At least six residential buildings in the city's Rainawari locality have developed cracks and suffered damage due to suspected land subsidence, prompting the administration to vacate the homes and form an expert committee to ascertain the details and suggest remedial measures, officials said on Wednesday.
Some homes in the Khwajapora Surteng area of Rainawari started to develop cracks on June 17, that became wider over the next few days, the officials said.
The locals believe the homes began to develop cracks after some portions of the land began to sink.
"The cracks widened with each passing day. We approached the administration, which asked us to vacate the houses," local resident Manzoor Ahmed said.
The situation has sparked panic among the locals.
Deputy Commissioner (Srinagar) Bilal Mohi-Ud-Din Bhat, who is also chairman of the District Disaster Management Authority, has formed an expert committee to ascertain the details and suggest remedial measures, the officials said.
The nine-member committee is headed by Additional Deputy Commissioner (Srinagar) Syed Ahmad Kataria and includes Ghulam Jeelani, a professor of Earth Sciences at the University of Kashmir, they said.
The committee has been asked to submit its findings within a week and suggest measures for preventing environmental damage, covering other allied and incidental issues of land subsidence in the area, they added.
The area was hit by land subsidence in 1999-2000, after which a case study was done by a team of experts led by Bikram Singh Bali from the Department of Earth Sciences at the University of Kashmir.
The study used ground penetrating radar and found that the surface change phenomena was due to extensive underground mining related to the pottery industry, which had a hundred-year history in the area at that time.
It said the area witnessed land subsidence for the past several decades and, in the process, most structures suffered extensive damage.
"Major sub-surface observations made were underground cavities, room and pillar mining structures and voids. In addition to the sub-surface structures caused by the mining in the historical past, the surface deformations were observed in the form of cracks developed in the construction," the study had said.
Jammu and Kashmir has witnessed land subsidence incidents in the recent past as well.
In April, 74 families were forced to leave their homes in Pernote village of Ramban district due to land sinking.
Two months before that, more than a dozen residential buildings and a mosque in the Garsu village of Doda district developed cracks.
In July 2023, cracks were seen on the riverside road in Batengo of Anantnag district.
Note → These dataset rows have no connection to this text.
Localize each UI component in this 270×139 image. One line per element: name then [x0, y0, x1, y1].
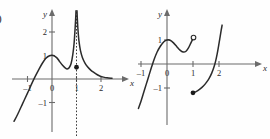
x-axis-label: x — [262, 63, 267, 73]
x-tick-label: 1 — [191, 68, 195, 78]
graph-panel-left: xy–1012–112 — [0, 0, 135, 139]
curve-branch-right — [193, 25, 222, 93]
curve-branch-right — [77, 11, 112, 78]
graph-panel-right: xy–1012–11 — [135, 0, 270, 139]
graph-left-svg: xy–1012–112 — [0, 0, 135, 139]
x-tick-label: 2 — [217, 68, 221, 78]
y-axis-arrow — [164, 9, 170, 16]
x-axis-label: x — [129, 78, 134, 88]
y-axis-label: y — [42, 9, 47, 19]
open-point — [191, 35, 196, 40]
x-tick-label: 0 — [50, 83, 54, 93]
x-axis-arrow — [255, 61, 262, 67]
math-figure: ) xy–1012–112 xy–1012–11 — [0, 0, 270, 139]
x-axis-arrow — [122, 76, 129, 82]
y-axis-label: y — [157, 9, 162, 19]
y-tick-label: 2 — [43, 27, 47, 37]
filled-point — [191, 90, 196, 95]
x-tick-label: 2 — [99, 83, 103, 93]
y-tick-label: –1 — [38, 98, 48, 108]
y-axis-arrow — [49, 9, 55, 16]
x-tick-label: 0 — [165, 68, 169, 78]
filled-point — [74, 65, 79, 70]
graph-right-svg: xy–1012–11 — [135, 0, 270, 139]
y-tick-label: –1 — [153, 83, 163, 93]
x-tick-label: –1 — [136, 68, 146, 78]
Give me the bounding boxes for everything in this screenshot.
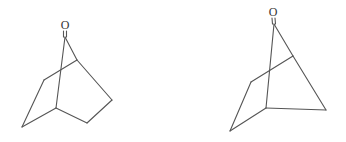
bond-c5-c4-left	[56, 108, 87, 123]
bond-c6-c5-left	[87, 100, 112, 123]
molecule-right: O	[230, 5, 326, 131]
carbonyl-double-bond-right-b	[275, 18, 276, 24]
bond-c1-c6-left	[77, 60, 112, 100]
bond-c1-c5-right	[293, 56, 326, 110]
bond-c7-c1-left	[65, 37, 77, 60]
bond-c7-c4-right	[266, 24, 274, 108]
oxygen-atom-label-right: O	[269, 5, 278, 19]
bond-c7-c1-right	[274, 24, 293, 56]
bond-c1-c2-right	[251, 56, 293, 82]
carbonyl-double-bond-right-a	[272, 18, 273, 24]
bond-c2-c3-left	[22, 80, 44, 127]
molecule-left: O	[22, 18, 112, 127]
chemical-structure-canvas: O O	[0, 0, 346, 142]
bond-c1-c2-left	[44, 60, 77, 80]
bond-c4-c5-right	[266, 108, 326, 110]
oxygen-atom-label-left: O	[61, 18, 70, 32]
bond-c3-c4-left	[22, 108, 56, 127]
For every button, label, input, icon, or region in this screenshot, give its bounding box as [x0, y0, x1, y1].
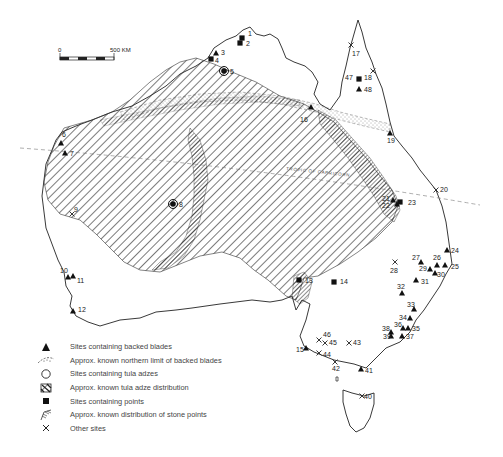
- site-number-label: 29: [419, 265, 427, 272]
- site-number-label: 33: [407, 301, 415, 308]
- site-number-label: 14: [340, 278, 348, 285]
- site-number-label: 39: [383, 333, 391, 340]
- site-number-label: 28: [390, 267, 398, 274]
- site-number-label: 43: [353, 339, 361, 346]
- legend: Sites containing backed blades Approx. k…: [34, 340, 284, 435]
- kangaroo-island: [336, 377, 338, 381]
- site-number-label: 10: [60, 267, 68, 274]
- scale-start-label: 0: [58, 47, 62, 53]
- legend-label: Approx. known northern limit of backed b…: [70, 356, 222, 365]
- legend-label: Other sites: [70, 424, 106, 433]
- site-number-label: 35: [412, 325, 420, 332]
- site-number-label: 23: [408, 199, 416, 206]
- site-number-label: 18: [364, 74, 372, 81]
- square-icon: [331, 279, 336, 284]
- legend-item-other-sites: Other sites: [34, 422, 284, 436]
- site-number-label: 34: [399, 314, 407, 321]
- site-number-label: 12: [78, 306, 86, 313]
- site-number-label: 6: [62, 131, 66, 138]
- legend-label: Sites containing backed blades: [70, 342, 172, 351]
- site-number-label: 44: [323, 351, 331, 358]
- site-number-label: 13: [305, 277, 313, 284]
- site-number-label: 19: [387, 137, 395, 144]
- scale-bar: 0 500 KM: [58, 47, 131, 60]
- filled-triangle-icon: [34, 341, 58, 353]
- site-number-label: 21: [382, 195, 390, 202]
- legend-item-point-sites: Sites containing points: [34, 394, 284, 408]
- site-number-label: 46: [323, 331, 331, 338]
- site-number-label: 17: [352, 50, 360, 57]
- site-number-label: 15: [296, 346, 304, 353]
- legend-label: Approx. known distribution of stone poin…: [70, 410, 207, 419]
- square-icon: [296, 277, 301, 282]
- site-number-label: 45: [329, 339, 337, 346]
- site-number-label: 4: [215, 57, 219, 64]
- site-number-label: 48: [364, 86, 372, 93]
- site-number-label: 38: [382, 325, 390, 332]
- site-number-label: 26: [433, 254, 441, 261]
- stippled-band-icon: [34, 354, 58, 366]
- legend-label: Approx. known tula adze distribution: [70, 383, 189, 392]
- site-number-label: 47: [345, 74, 353, 81]
- site-marker-blade: 41: [358, 366, 373, 374]
- dense-hatch-band-icon: [34, 409, 58, 421]
- filled-circle-icon: [221, 68, 227, 74]
- site-number-label: 42: [332, 365, 340, 372]
- site-number-label: 40: [364, 393, 372, 400]
- site-number-label: 37: [406, 333, 414, 340]
- site-number-label: 24: [451, 247, 459, 254]
- legend-item-backed-blades: Sites containing backed blades: [34, 340, 284, 354]
- site-number-label: 25: [451, 263, 459, 270]
- site-number-label: 32: [397, 283, 405, 290]
- site-number-label: 9: [74, 206, 78, 213]
- legend-label: Sites containing points: [70, 397, 144, 406]
- site-number-label: 22: [382, 202, 390, 209]
- scale-end-label: 500 KM: [110, 47, 131, 53]
- hatched-square-icon: [34, 382, 58, 394]
- filled-square-icon: [34, 395, 58, 407]
- site-number-label: 8: [179, 201, 183, 208]
- open-circle-icon: [34, 368, 58, 380]
- site-number-label: 31: [421, 278, 429, 285]
- site-number-label: 3: [221, 49, 225, 56]
- legend-label: Sites containing tula adzes: [70, 369, 158, 378]
- site-number-label: 16: [300, 116, 308, 123]
- site-number-label: 1: [248, 30, 252, 37]
- site-number-label: 27: [412, 254, 420, 261]
- site-number-label: 7: [70, 150, 74, 157]
- square-icon: [239, 35, 244, 40]
- cross-icon: [34, 422, 58, 434]
- site-number-label: 41: [365, 367, 373, 374]
- site-number-label: 11: [77, 277, 84, 284]
- site-number-label: 30: [437, 271, 445, 278]
- legend-item-point-distribution: Approx. known distribution of stone poin…: [34, 408, 284, 422]
- site-number-label: 5: [230, 68, 234, 75]
- legend-item-tula-distribution: Approx. known tula adze distribution: [34, 381, 284, 395]
- filled-circle-icon: [170, 201, 176, 207]
- square-icon: [397, 199, 402, 204]
- square-icon: [237, 40, 242, 45]
- legend-item-tula-sites: Sites containing tula adzes: [34, 367, 284, 381]
- site-number-label: 36: [394, 321, 402, 328]
- legend-item-northern-limit: Approx. known northern limit of backed b…: [34, 354, 284, 368]
- square-icon: [356, 76, 361, 81]
- square-icon: [208, 56, 213, 61]
- site-number-label: 20: [440, 186, 448, 193]
- site-number-label: 2: [246, 40, 250, 47]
In April of that year, cracks were observed on the Tingshore hill in the Halmatpora area of Kupwara. The cracks, which damaged several tin sheds, were followed by land subsidence, raising fears of a hill collapse.
The cause of the land subsidence could be natural factors such as groundwater dissolution and earthquakes, as well as human activities such as groundwater extraction, mining and urban development, which lead to compaction and subsidence of the ground, experts say.